What Side Is the Appendix On—and Can It Be Left?

The appendix is on the lower right side of your abdomen. It’s a small, tube-shaped organ that hangs off the beginning of your large intestine, at the spot where your small intestine connects to it. If you drew a line from your belly button to the bony point of your right hip, the appendix sits roughly one-third of the way up from the hip, typically 1.5 to 2 inches from the hip bone toward the navel. Surgeons call this landmark McBurney’s point.

Exactly Where It Sits

The appendix attaches to a pouch called the cecum, which is the very first section of your large intestine. Think of the cecum as a short dead-end street at the junction of the small and large intestines, and the appendix as a narrow alley branching off it. In standard anatomy, this junction falls in your right lower quadrant, the area below and to the right of your belly button.

That said, the appendix doesn’t always point in the same direction. A CT-based study of over 1,000 patients found that the appendix tucked behind the cecum (pointing upward toward the back) in about 29% of people, dangled down into the pelvis in 22%, and looped behind part of the small intestine in 33%. These variations are completely normal, but they explain why appendicitis pain sometimes shows up in slightly different spots or feels different from person to person.

Can the Appendix Be on the Left?

In extremely rare cases, yes. A condition called situs inversus totalis causes a mirror-image flip of all the organs in the chest and abdomen. The heart points to the right, the liver sits on the left, and the appendix ends up in the lower left quadrant. This occurs in roughly 1 in 10,000 to 25,000 births. Most people with the condition are diagnosed in childhood through routine imaging, so they already know about it. But occasionally someone discovers it only when they develop left-sided abdominal pain that turns out to be appendicitis.

How Appendicitis Pain Moves

Knowing which side the appendix is on matters most when you’re trying to figure out whether abdominal pain could be appendicitis. The classic pattern has a distinctive two-stage progression. Pain usually starts as a vague, dull ache near the belly button. It may come and go, and many people initially mistake it for a stomach bug or gas.

Over the next 12 to 24 hours, the pain migrates. As the inflamed appendix irritates the lining of the abdominal wall, the discomfort shifts to the lower right side and becomes sharper, more constant, and harder to ignore. Walking, coughing, or pressing on that area tends to make it worse. This migration pattern, belly button to lower right, is one of the most reliable early clues that the problem is the appendix rather than something else. Not everyone follows this textbook timeline, though. People whose appendix points toward the pelvis may feel the pain lower, closer to the bladder or groin, while a retrocecal appendix (tucked behind the cecum) can cause pain that radiates toward the back or flank.

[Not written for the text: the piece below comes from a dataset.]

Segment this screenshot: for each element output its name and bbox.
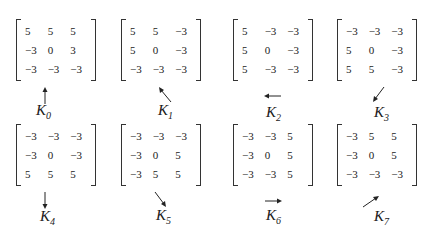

Other Causes of Right Lower Quadrant Pain

Several conditions produce pain in the same neighborhood as the appendix. Kidney stones passing through the right ureter can cause intense lower-right pain, though they usually bring waves of cramping rather than steady, worsening soreness. Inflammatory bowel disease and diverticulitis also affect the right lower quadrant. In women, ovarian cysts, ovarian torsion (a twisted ovary), ectopic pregnancy, and pelvic inflammatory disease can all mimic appendicitis closely enough that imaging is often needed to tell them apart.

How Doctors Confirm the Location

When appendicitis is suspected, imaging helps confirm whether the appendix is inflamed and pinpoints its exact position. CT scans are the most accurate tool for most adults, with a sensitivity around 95% and specificity around 94%. Using IV contrast dye pushes sensitivity even higher, to about 96%.

Ultrasound is preferred as a first step for younger, leaner patients (generally under 30 with a lower BMI) and for women when a gynecologic cause needs to be ruled out. It’s less consistent than CT, detecting the appendix in 60% to 83% of cases, but it avoids radiation exposure. For pregnant patients, MRI is the go-to option, with sensitivity and specificity comparable to CT while keeping the fetus safe from radiation.

In practice, the physical exam still carries weight. A doctor pressing on McBurney’s point, that spot one-third of the way from the right hip bone to the navel, and finding sharp, localized tenderness is a strong signal. Combined with the characteristic pain migration, fever, and elevated white blood cell count, the clinical picture often points clearly to the appendix before imaging even begins.